6.7 Instruction and memory ordering
It is natural to think of programs executing in the order in which source code statements appear. That’s a reasonable mental model for single-threaded code, but is incorrect when multiple threads interact through shared memory [17, 1]. One reason is that compilers emit load and store instructions in orders different from those implied by the source code, and may entirely omit them (for example by caching data in registers). Another reason is that the CPU may execute instructions out of order to increase performance. For example, a CPU may notice that in a serial sequence of instructions A and B are not dependent on each other. The CPU may start instruction B first, either because its inputs are ready before A’s inputs, or in order to overlap execution of A and B.
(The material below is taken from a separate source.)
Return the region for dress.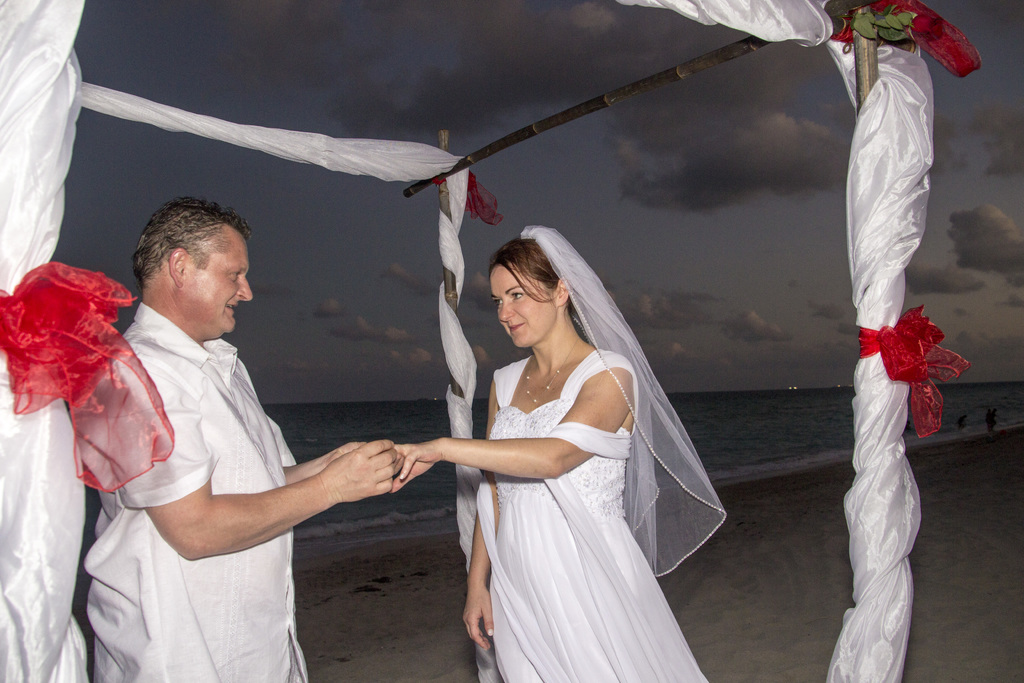
477 347 717 682.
As an example of what could go wrong,
in this code for
push
,
it would be a disaster if the compiler or CPU moved the
store corresponding to
line 4 to a point after the
release
on line 6:
1 l = malloc(sizeof *l);
2 l->data = data;
3 acquire(&listlock);
4 l->next = list;
5 list = l;
6 release(&listlock);
If such a re-ordering occurred, there would be a window during
which another CPU could acquire the lock and
observe the updated
list
,
but see an uninitialized
list->next
.
The good news is that compilers and CPUs help concurrent programmers by following a set of rules called the memory model, and by providing some primitives to help programmers control re-ordering.
To tell the hardware and compiler not to re-order,
xv6 uses
__sync_synchronize()
in both
acquire
(kernel/spinlock.c:22)
and
release
(kernel/spinlock.c:47).
__sync_synchronize()
is a memory barrier:
it tells the compiler and CPU to not reorder loads or stores across the
barrier.
The barriers in xv6’s
acquire
and
release
force order in almost all cases where it matters,
since xv6 uses locks around accesses to shared data.
Chapter 9 discusses a few exceptions.